I’ve been thinking a lot about dough lately–kneading it, pressing it, watching it grow, baking it, and of course, frying it. Maybe I should actually amend the previous sentence to read: I’ve been thinking a lot about fried dough lately. There is nothing like a good doughnut, or a fritter, or a beignet. If my doughnut consumption was in direct proportion to all of my doughnut thinking, no doubt I would be an enormous, sugar-kissed young woman waddling towards you, her hands coated in chocolate glaze.
Perhaps it is the shape of the doughnut, that pleasing circular form, that begs for constant thought. It is the ideal form– symmetrical from all angles, but also a continuous surface. You can start at one point on the doughnut, travel a circuitous path, and end up right back where you started. That is if you did not munch your way through this path. And with the hole, the doughnut is a circle, wrapped within a circle. What could be better than that?
When one starts to contemplate various types of doughnuts, and various types of glazes, toppings, and fillings, the possibilities grow exponentially, making the mind reel. I will be waiting in an endless line at the post office, the type of line that seems to just exist, adding more and more patrons to the end while never really eliminating any patrons from the beginning. It is the sort of line that makes me want to shoot myself in the foot. My mind wanders to doughnuts as of late, and I begin to list the permutations. There are raised, and cake, those filled with creme and those filled with jelly, chocolate glazed, iced and sprinkled. I have never, in all of my doughnut eating years, run into a chocolate raised doughnut. Not a plain raised with chocolate glaze, but a chocolate raised doughnut. Why is that? And then the line that I am waiting in actually begins to move, and I am in a better mood because of my doughnut reverie.
But when it comes down to it, the simple, homemade raised doughnut comes closest to my ideal, and apparently to others too. I made a batch of these doughnuts and brought them with me to drinks with friends. And, I couldn’t have been more popular. Yes, a dirty martini and a glazed doughnut, I am told is the perfect combination. The doughnuts were delicious, light and yeasty, just barely glistening with oil. The glazes were simple yet flavorful, just hardening slightly to obtain that sugary shell.
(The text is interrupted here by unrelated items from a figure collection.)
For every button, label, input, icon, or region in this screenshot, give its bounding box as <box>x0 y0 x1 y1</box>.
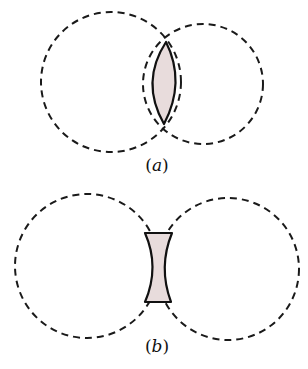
lens-diagram-canvas <box>0 0 308 369</box>
diagram-b-right-circle <box>157 198 299 340</box>
diagram-b-left-circle <box>15 194 159 338</box>
diagram-a <box>41 12 263 152</box>
diagram-a-label: (a) <box>127 155 187 175</box>
label-paren-close: ) <box>162 336 169 356</box>
diagram-b-label: (b) <box>127 336 187 356</box>
diagram-b-concave-lens <box>145 233 172 302</box>
label-paren-close: ) <box>162 155 169 175</box>
label-paren-open: ( <box>145 336 152 356</box>
label-letter: b <box>152 336 163 356</box>
label-letter: a <box>152 155 162 175</box>
label-paren-open: ( <box>145 155 152 175</box>
diagram-b <box>15 194 299 340</box>
diagram-a-convex-lens <box>152 42 175 124</box>
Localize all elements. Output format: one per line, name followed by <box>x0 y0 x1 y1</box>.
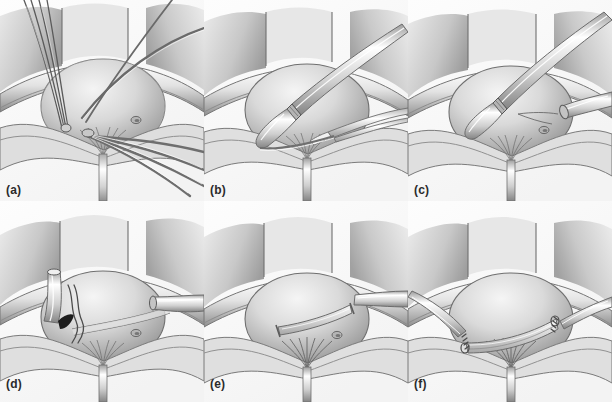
panel-a-label: (a) <box>6 184 21 196</box>
panel-b-illustration <box>204 0 408 201</box>
panel-d-label: (d) <box>6 378 22 390</box>
figure-panel-d: (d) <box>0 201 204 402</box>
figure-panel-b: (b) <box>204 0 408 201</box>
panel-d-illustration <box>0 201 204 402</box>
figure-panel-a: (a) <box>0 0 204 201</box>
figure-panel-c: (c) <box>408 0 612 201</box>
panel-b-label: (b) <box>210 184 226 196</box>
figure-root: (a) <box>0 0 612 402</box>
panel-e-illustration <box>204 201 408 402</box>
panel-c-illustration <box>408 0 612 201</box>
figure-panel-f: (f) <box>408 201 612 402</box>
panel-a-illustration <box>0 0 204 201</box>
panel-f-illustration <box>408 201 612 402</box>
figure-panel-e: (e) <box>204 201 408 402</box>
panel-grid: (a) <box>0 0 612 402</box>
panel-e-label: (e) <box>210 378 225 390</box>
panel-f-label: (f) <box>414 378 427 390</box>
panel-c-label: (c) <box>414 184 429 196</box>
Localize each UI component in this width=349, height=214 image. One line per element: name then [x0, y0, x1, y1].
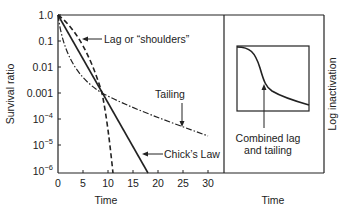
y-tick-1e-6: 10−6: [33, 163, 53, 177]
inset-combined-chart: Combined lag and tailing: [236, 46, 309, 156]
annotation-lag: Lag or “shoulders”: [82, 33, 190, 45]
y-tick-0.01: 0.01: [33, 61, 54, 73]
svg-text:10: 10: [102, 177, 114, 189]
svg-text:and tailing: and tailing: [244, 144, 292, 156]
svg-text:Chick’s Law: Chick’s Law: [164, 148, 220, 160]
series-combined: [237, 47, 309, 105]
x-tick-labels: 0 5 10 15 20 25 30: [55, 177, 214, 189]
annotation-chicks-law: Chick’s Law: [142, 148, 220, 160]
svg-text:20: 20: [152, 177, 164, 189]
y-axis-label-left: Survival ratio: [4, 64, 16, 125]
svg-text:5: 5: [80, 177, 86, 189]
x-axis-label-left: Time: [95, 194, 118, 206]
svg-text:Tailing: Tailing: [155, 88, 185, 100]
y-tick-1e-5: 10−5: [33, 137, 53, 151]
annotation-tailing: Tailing: [155, 88, 185, 127]
y-tick-0.001: 0.001: [27, 87, 53, 99]
svg-text:Lag or “shoulders”: Lag or “shoulders”: [104, 33, 190, 45]
survival-chart: 1.0 0.1 0.01 0.001 10−4 10−5 10−6 0 5 10…: [0, 0, 349, 214]
y-tick-1: 1.0: [38, 9, 53, 21]
svg-text:15: 15: [127, 177, 139, 189]
svg-text:25: 25: [177, 177, 189, 189]
arrow-left-icon: [82, 37, 88, 42]
x-axis-label-right: Time: [262, 194, 285, 206]
y-axis-label-right: Log inactivation: [326, 57, 338, 130]
arrow-left-icon: [142, 152, 148, 157]
svg-text:30: 30: [202, 177, 214, 189]
y-tick-1e-4: 10−4: [33, 111, 53, 125]
svg-text:0: 0: [55, 177, 61, 189]
y-tick-labels: 1.0 0.1 0.01 0.001 10−4 10−5 10−6: [27, 9, 53, 177]
svg-text:Combined lag: Combined lag: [236, 132, 301, 144]
y-tick-0.1: 0.1: [38, 35, 53, 47]
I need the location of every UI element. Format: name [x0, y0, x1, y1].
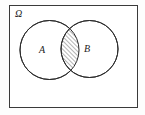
set-b-label: B	[84, 43, 90, 54]
venn-diagram-canvas: Ω A B	[0, 0, 145, 115]
omega-universe-label: Ω	[15, 8, 22, 19]
set-a-label: A	[38, 44, 46, 55]
venn-diagram-figure: Ω A B	[0, 0, 145, 115]
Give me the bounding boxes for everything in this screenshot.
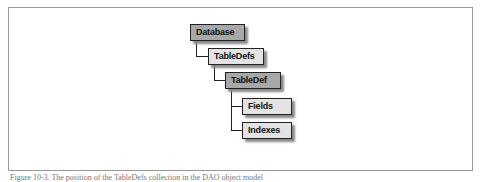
- node-tabledef: TableDef: [225, 72, 281, 89]
- node-fields: Fields: [242, 98, 292, 115]
- node-tabledefs: TableDefs: [208, 48, 264, 65]
- figure-caption: Figure 10-3. The position of the TableDe…: [10, 173, 263, 182]
- node-database: Database: [190, 24, 245, 41]
- node-indexes: Indexes: [242, 122, 292, 139]
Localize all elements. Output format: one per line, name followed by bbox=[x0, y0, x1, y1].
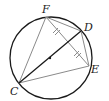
tick-mark-lower bbox=[74, 51, 81, 58]
label-C: C bbox=[10, 85, 19, 98]
label-F: F bbox=[41, 3, 50, 16]
segment-CF bbox=[19, 17, 46, 83]
circle-diagram: F D E C bbox=[0, 0, 109, 101]
tick-mark-upper bbox=[53, 28, 60, 35]
label-D: D bbox=[83, 21, 93, 34]
center-dot bbox=[49, 57, 51, 59]
label-E: E bbox=[90, 63, 99, 76]
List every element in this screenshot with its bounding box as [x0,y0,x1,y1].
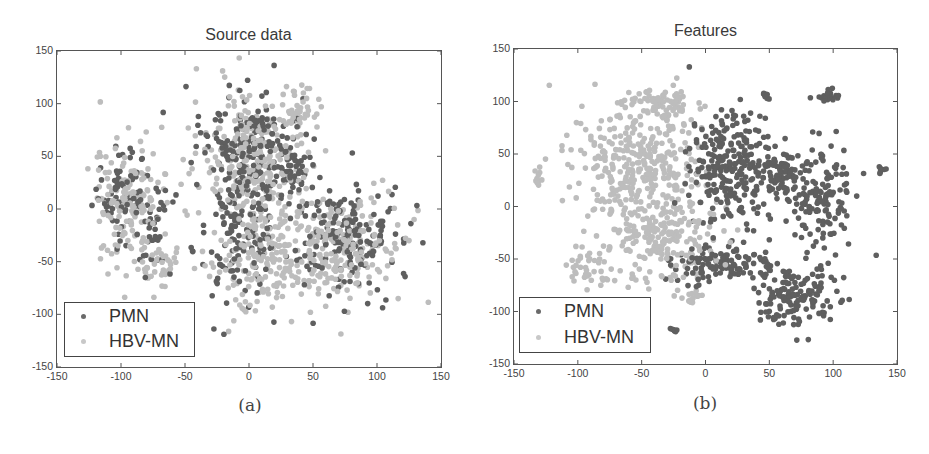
legend-entry-pmn: PMN [65,305,194,329]
x-tick-label: 150 [426,370,456,382]
chart-title-b: Features [513,22,898,40]
legend-label-hbv-mn: HBV-MN [564,327,634,348]
y-tick-label: 150 [481,42,510,54]
x-tick-label: -50 [170,370,200,382]
caption-b: (b) [655,393,755,413]
legend-label-hbv-mn: HBV-MN [109,331,179,352]
x-tick-label: 0 [691,367,721,379]
y-tick-label: 50 [24,149,53,161]
y-tick-label: -100 [481,305,510,317]
pmn-marker-icon [536,309,541,314]
x-tick-label: 50 [754,367,784,379]
y-tick-label: 100 [481,95,510,107]
legend-label-pmn: PMN [564,301,604,322]
y-tick-label: 50 [481,147,510,159]
y-tick-label: -50 [24,255,53,267]
x-tick-label: -100 [563,367,593,379]
x-tick-label: 100 [362,370,392,382]
x-tick-label: 50 [298,370,328,382]
hbv-mn-marker-icon [536,335,541,340]
legend-entry-pmn: PMN [520,300,650,324]
x-tick-label: 150 [882,367,912,379]
x-tick-label: 0 [234,370,264,382]
y-tick-label: 0 [481,200,510,212]
hbv-mn-marker-icon [81,339,86,344]
y-tick-label: 150 [24,44,53,56]
pmn-marker-icon [81,314,86,319]
chart-title-a: Source data [56,26,441,44]
x-tick-label: -100 [106,370,136,382]
x-tick-label: -50 [627,367,657,379]
y-tick-label: -50 [481,252,510,264]
y-tick-label: 0 [24,202,53,214]
legend-a: PMN HBV-MN [64,302,195,357]
legend-entry-hbv-mn: HBV-MN [520,326,650,350]
x-tick-label: 100 [818,367,848,379]
legend-label-pmn: PMN [109,306,149,327]
x-tick-label: -150 [42,370,72,382]
y-tick-label: 100 [24,97,53,109]
caption-a: (a) [200,395,300,415]
legend-entry-hbv-mn: HBV-MN [65,330,194,354]
x-tick-label: -150 [499,367,529,379]
y-tick-label: -100 [24,307,53,319]
legend-b: PMN HBV-MN [519,297,651,353]
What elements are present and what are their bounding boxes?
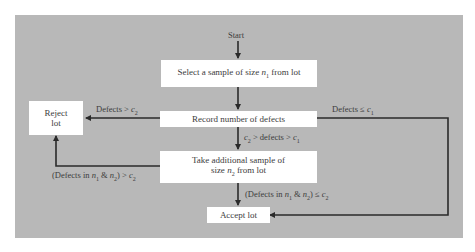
edge-label-accept-second: (Defects in n1 & n2) ≤ c2 [245,189,329,203]
select-sample-box: Select a sample of size n1 from lot [161,60,317,87]
edge-label-second-sample: c2 > defects > c1 [244,132,300,146]
record-defects-box: Record number of defects [160,111,317,127]
take-additional-sample-box: Take additional sample of size n2 from l… [160,151,317,183]
accept-lot-box: Accept lot [207,207,270,223]
arrow-additional-to-reject [56,136,160,166]
reject-lot-box: Reject lot [29,101,83,135]
edge-label-reject-second: (Defects in n1 & n2) > c2 [52,170,136,184]
edge-label-accept-first: Defects ≤ c1 [332,104,374,118]
start-label: Start [228,30,244,40]
edge-label-reject-first: Defects > c2 [96,104,138,118]
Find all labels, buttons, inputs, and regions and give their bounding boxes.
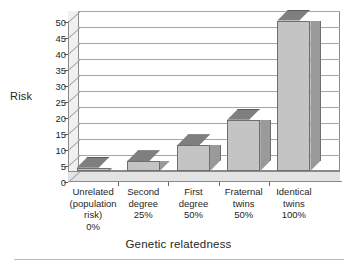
- bottom-divider: [14, 259, 344, 260]
- x-axis-category-label-line: Identical: [269, 186, 319, 198]
- bar-front-face: [77, 168, 110, 171]
- bar-side-face: [210, 145, 221, 171]
- x-axis-category-label-line: Unrelated: [68, 186, 118, 198]
- bar-top-face: [277, 10, 310, 21]
- bar: [77, 168, 110, 171]
- x-axis-category-label-line: 0%: [68, 221, 118, 233]
- bar-chart: Risk 05101520253035404550 Unrelated(popu…: [0, 0, 357, 266]
- x-axis-category-label-line: First: [168, 186, 218, 198]
- bar-front-face: [227, 120, 260, 171]
- x-axis-category-label-line: 25%: [118, 209, 168, 221]
- bar-side-face: [260, 120, 271, 171]
- bar-side-face: [110, 168, 121, 171]
- x-axis-category-label: Identicaltwins100%: [269, 186, 319, 221]
- bar: [177, 145, 210, 171]
- x-axis-category-label-line: 50%: [219, 209, 269, 221]
- x-axis-category-label-line: degree: [168, 198, 218, 210]
- x-axis-category-label-line: Second: [118, 186, 168, 198]
- bar-top-face: [227, 109, 260, 120]
- y-axis-tick-labels: 05101520253035404550: [44, 11, 66, 182]
- x-axis-category-label-line: twins: [269, 198, 319, 210]
- bar-side-face: [160, 161, 171, 171]
- bar: [277, 21, 310, 171]
- bar-top-face: [177, 134, 210, 145]
- y-axis-tick-mark: [64, 182, 68, 183]
- bar-front-face: [177, 145, 210, 171]
- bar-front-face: [277, 21, 310, 171]
- bar-front-face: [127, 161, 160, 171]
- x-axis-title: Genetic relatedness: [0, 238, 357, 250]
- bar-series: [68, 11, 342, 182]
- x-axis-category-label-line: 50%: [168, 209, 218, 221]
- x-axis-category-label-line: risk): [68, 209, 118, 221]
- y-axis-title: Risk: [10, 90, 32, 102]
- bar-top-face: [77, 157, 110, 168]
- x-axis-category-label-line: degree: [118, 198, 168, 210]
- bar-top-face: [127, 150, 160, 161]
- bar: [127, 161, 160, 171]
- x-axis-category-label-line: twins: [219, 198, 269, 210]
- x-axis-category-label: Unrelated(populationrisk)0%: [68, 186, 118, 232]
- x-axis-category-label: Firstdegree50%: [168, 186, 218, 221]
- x-axis-category-labels: Unrelated(populationrisk)0%Seconddegree2…: [62, 186, 352, 238]
- x-axis-category-label-line: (population: [68, 198, 118, 210]
- x-axis-category-label-line: 100%: [269, 209, 319, 221]
- bar: [227, 120, 260, 171]
- x-axis-category-label: Seconddegree25%: [118, 186, 168, 221]
- plot-area: [68, 11, 342, 182]
- bar-side-face: [310, 21, 321, 171]
- x-axis-category-label: Fraternaltwins50%: [219, 186, 269, 221]
- x-axis-category-label-line: Fraternal: [219, 186, 269, 198]
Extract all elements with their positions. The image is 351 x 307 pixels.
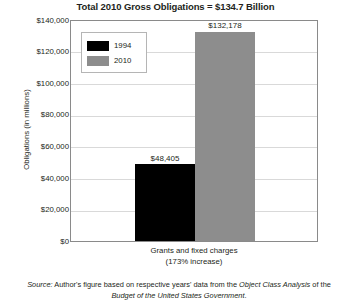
legend-item-2010[interactable]: 2010 [87, 53, 146, 68]
source-italic-budget: Budget of the United States Government [111, 291, 244, 300]
x-axis-category-sub: (173% increase) [70, 257, 318, 268]
gridline-60000 [71, 147, 317, 148]
source-line2-end: . [245, 291, 247, 300]
y-axis-title: Obligations (in millions) [22, 50, 31, 210]
gridline-100000 [71, 84, 317, 85]
gridline-80000 [71, 116, 317, 117]
bar-value-1994: $48,405 [135, 154, 195, 163]
y-tick-label-0: $0 [5, 237, 69, 246]
legend: 1994 2010 [81, 32, 147, 73]
bar-1994[interactable] [135, 164, 195, 241]
bar-value-2010: $132,178 [195, 21, 255, 30]
source-italic-class-analysis: Class Analysis [263, 280, 311, 289]
source-note: Source: Author's figure based on respect… [18, 279, 340, 301]
x-axis-category-main: Grants and fixed charges [150, 246, 237, 255]
legend-swatch-1994-icon [87, 41, 109, 51]
y-tick-label-60000: $60,000 [5, 142, 69, 151]
source-italic-object: Object [239, 280, 260, 289]
y-tick-label-100000: $100,000 [5, 79, 69, 88]
source-line1-rest: Author's figure based on respective year… [53, 280, 239, 289]
y-tick-label-20000: $20,000 [5, 205, 69, 214]
y-tick-label-40000: $40,000 [5, 174, 69, 183]
x-axis-category-label: Grants and fixed charges (173% increase) [70, 246, 318, 267]
y-tick-label-80000: $80,000 [5, 110, 69, 119]
bar-2010[interactable] [195, 32, 255, 242]
legend-label-2010: 2010 [114, 57, 131, 65]
plot-area: $48,405 $132,178 1994 2010 [70, 20, 318, 242]
legend-label-1994: 1994 [114, 42, 131, 50]
legend-swatch-2010-icon [87, 56, 109, 66]
source-line2-mid: of the [310, 280, 331, 289]
y-tick-label-120000: $120,000 [5, 47, 69, 56]
source-prefix: Source: [27, 280, 52, 289]
y-tick-label-140000: $140,000 [5, 16, 69, 25]
legend-item-1994[interactable]: 1994 [87, 38, 146, 53]
chart-title: Total 2010 Gross Obligations = $134.7 Bi… [0, 1, 351, 12]
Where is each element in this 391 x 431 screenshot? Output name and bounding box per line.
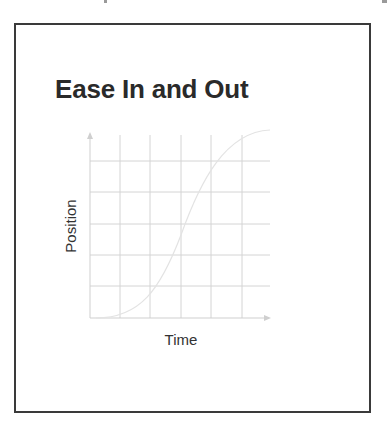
x-axis-label: Time <box>165 331 198 348</box>
axes <box>90 138 264 318</box>
y-axis-label: Position <box>62 199 79 252</box>
y-axis-arrow-icon <box>87 132 93 139</box>
grid-horizontal-lines <box>90 161 270 286</box>
x-axis-arrow-icon <box>264 315 271 321</box>
ease-curve-chart <box>0 0 391 431</box>
grid-vertical-lines <box>120 135 242 318</box>
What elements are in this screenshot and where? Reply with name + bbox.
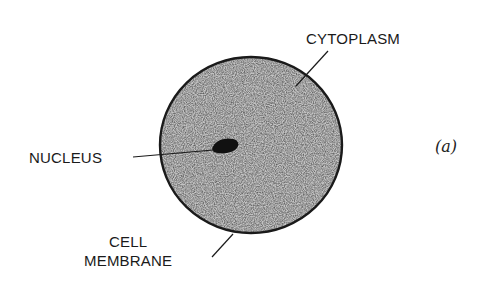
- panel-label: (a): [435, 137, 457, 156]
- cytoplasm-label: CYTOPLASM: [306, 31, 400, 47]
- cell-membrane-label-line1: CELL: [84, 232, 172, 251]
- cell-diagram: CYTOPLASM NUCLEUS CELL MEMBRANE (a): [0, 0, 485, 291]
- cell-membrane-label-line2: MEMBRANE: [84, 251, 172, 270]
- cell-diagram-svg: [0, 0, 485, 291]
- membrane-leader-line: [212, 234, 233, 257]
- cell-membrane-label: CELL MEMBRANE: [84, 232, 172, 270]
- nucleus-label: NUCLEUS: [29, 150, 102, 166]
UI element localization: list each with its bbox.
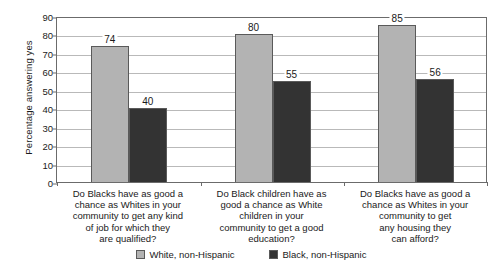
category-tick <box>57 182 58 186</box>
bar <box>235 34 273 182</box>
plot-area: 0102030405060708090 744080558556 <box>56 17 487 183</box>
y-tick-label: 40 <box>42 105 53 115</box>
x-category-label: Do Blacks have as good achance as Whites… <box>56 188 200 244</box>
x-category-label: Do Blacks have as good achance as Whites… <box>343 188 487 244</box>
bar <box>416 79 454 182</box>
x-category-label: Do Black children have asgood a chance a… <box>200 188 344 244</box>
y-tick-label: 50 <box>42 87 53 97</box>
y-tick-label: 90 <box>42 13 53 23</box>
bar-value-label: 40 <box>140 97 155 107</box>
category-tick <box>201 182 202 186</box>
y-tick-label: 70 <box>42 50 53 60</box>
y-tick-label: 80 <box>42 32 53 42</box>
legend-swatch-icon <box>136 250 145 259</box>
bar-value-label: 80 <box>246 23 261 33</box>
y-tick-label: 30 <box>42 124 53 134</box>
bar-value-label: 55 <box>284 70 299 80</box>
y-tick-label: 10 <box>42 161 53 171</box>
category-tick <box>344 182 345 186</box>
legend-label: White, non-Hispanic <box>150 250 235 260</box>
bar <box>129 108 167 182</box>
y-tick-label: 60 <box>42 69 53 79</box>
bar-value-label: 85 <box>390 14 405 24</box>
y-tick-label: 20 <box>42 142 53 152</box>
bar <box>91 46 129 182</box>
category-tick <box>487 182 488 186</box>
legend-item: White, non-Hispanic <box>136 250 235 260</box>
legend-item: Black, non-Hispanic <box>269 250 367 260</box>
chart-legend: White, non-HispanicBlack, non-Hispanic <box>0 250 502 260</box>
y-axis-title: Percentage answering yes <box>23 8 34 188</box>
bar-chart: Percentage answering yes 010203040506070… <box>0 0 502 277</box>
bar-value-label: 74 <box>102 35 117 45</box>
legend-label: Black, non-Hispanic <box>283 250 367 260</box>
x-axis-category-labels: Do Blacks have as good achance as Whites… <box>56 188 487 246</box>
bars-layer: 744080558556 <box>57 18 486 182</box>
bar <box>378 25 416 182</box>
legend-swatch-icon <box>269 250 278 259</box>
bar-value-label: 56 <box>428 68 443 78</box>
bar <box>273 81 311 182</box>
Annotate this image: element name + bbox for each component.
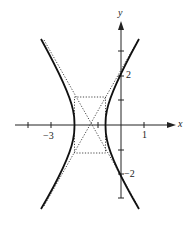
y-axis-label: y <box>118 8 122 18</box>
hyperbola-figure <box>0 0 193 225</box>
x-axis-arrow-icon <box>167 122 176 128</box>
y-tick-label-2: 2 <box>126 70 131 80</box>
hyperbola-right-branch <box>106 39 140 209</box>
y-axis-arrow-icon <box>118 21 124 30</box>
x-axis-label: x <box>178 119 182 129</box>
y-tick-label-neg2: −2 <box>124 169 135 179</box>
x-axis <box>15 122 176 128</box>
x-tick-label-1: 1 <box>142 130 147 140</box>
x-tick-label-neg3: −3 <box>43 131 54 141</box>
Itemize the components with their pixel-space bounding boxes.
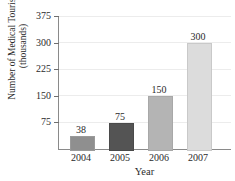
x-axis-title: Year <box>58 166 231 178</box>
chart-title: Growth in Medical Care <box>70 0 190 2</box>
bar-2007 <box>187 43 212 151</box>
x-tick-label-2006: 2006 <box>139 152 179 163</box>
chart-figure: Growth in Medical Care Number of Medical… <box>0 0 235 181</box>
bar-2004 <box>70 136 95 151</box>
bar-value-2006: 150 <box>142 84 176 95</box>
x-tick-label-2005: 2005 <box>100 152 140 163</box>
y-tick-mark <box>54 16 59 17</box>
x-tick-label-2007: 2007 <box>178 152 218 163</box>
y-tick-label: 300 <box>21 38 51 48</box>
y-tick-mark <box>54 122 59 123</box>
gridline <box>58 16 231 17</box>
y-tick-label: 375 <box>21 11 51 21</box>
bar-value-2004: 38 <box>64 124 98 135</box>
y-tick-mark <box>54 69 59 70</box>
bar-2006 <box>148 96 173 151</box>
bar-value-2007: 300 <box>181 31 215 42</box>
y-axis-line <box>58 16 59 150</box>
y-tick-label: 75 <box>21 117 51 127</box>
x-tick-label-2004: 2004 <box>61 152 101 163</box>
y-tick-label: 150 <box>21 91 51 101</box>
y-tick-mark <box>54 43 59 44</box>
bar-value-2005: 75 <box>103 111 137 122</box>
bar-2005 <box>109 123 134 151</box>
y-tick-mark <box>54 96 59 97</box>
y-axis-title-line-1: Number of Medical Tourists <box>7 0 18 100</box>
y-tick-label: 225 <box>21 64 51 74</box>
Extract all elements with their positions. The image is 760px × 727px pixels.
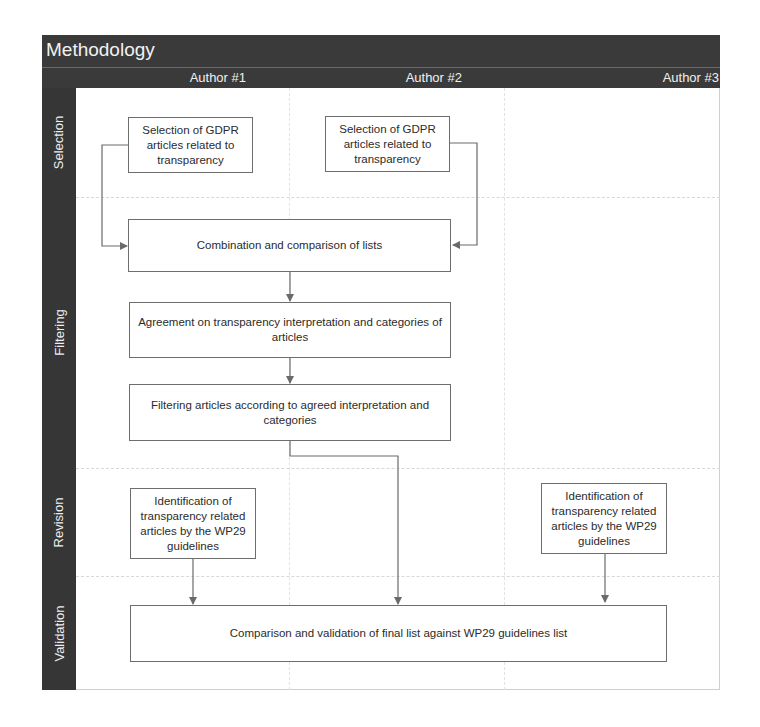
node-agreement: Agreement on transparency interpretation… bbox=[129, 302, 451, 358]
node-selection-author-2: Selection of GDPR articles related to tr… bbox=[325, 116, 450, 172]
node-revision-author-1: Identification of transparency related a… bbox=[130, 488, 256, 559]
column-divider bbox=[504, 88, 505, 690]
lane-label-text: Validation bbox=[52, 605, 67, 661]
lane-label-selection: Selection bbox=[42, 88, 76, 197]
lane-label-validation: Validation bbox=[42, 576, 76, 690]
lane-label-text: Filtering bbox=[52, 309, 67, 355]
node-revision-author-3: Identification of transparency related a… bbox=[541, 483, 667, 554]
lane-label-revision: Revision bbox=[42, 468, 76, 576]
lane-divider bbox=[76, 576, 720, 577]
diagram-title: Methodology bbox=[46, 39, 155, 61]
node-selection-author-1: Selection of GDPR articles related to tr… bbox=[128, 117, 253, 173]
author-header-row: Author #1 Author #2 Author #3 bbox=[42, 68, 720, 88]
lane-label-text: Revision bbox=[52, 497, 67, 547]
diagram-title-bar: Methodology bbox=[42, 35, 720, 68]
node-validation: Comparison and validation of final list … bbox=[130, 605, 667, 662]
column-header-author-3: Author #3 bbox=[42, 70, 719, 85]
lane-divider bbox=[76, 468, 720, 469]
lane-divider bbox=[76, 197, 720, 198]
lane-sidebar: Selection Filtering Revision Validation bbox=[42, 88, 76, 690]
node-combination: Combination and comparison of lists bbox=[128, 219, 451, 272]
lane-label-filtering: Filtering bbox=[42, 197, 76, 468]
node-filtering: Filtering articles according to agreed i… bbox=[129, 384, 451, 441]
lane-label-text: Selection bbox=[52, 116, 67, 169]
As I watched my friends so pleased to have a taste a true Americana, I knew that I had made the perfect treat. I might have been the only one in that crowd of people that thinks about fried dough incessantly, but I was not alone in my love for a little bit of sugar and grease.
Glazed Doughnut
Recipe found here. This recipe makes a lot of doughnuts, so share them with friends, and you too will be very popular.
I used the listed recipe for vanilla glaze, but substituted vanilla paste, with real vanilla bean seeds for the vanilla extract. For the chocolate glaze I used this recipe:
Chocolate Glaze
4 ounces semi-sweet chocolate
3 tablespoons unsalted butter
1 1/2 cups sifted confectioner’s sugar
3 tablespoon water
In a double boiler, melt chocolate and butter until liquid. Slowly add in the sugar, stirring well after each addition. Add the water until desired consistency is reached. Glaze should be smooth and viscous.
Dip plain doughnuts into glaze, then allow to dry slightly on a wire rack before serving.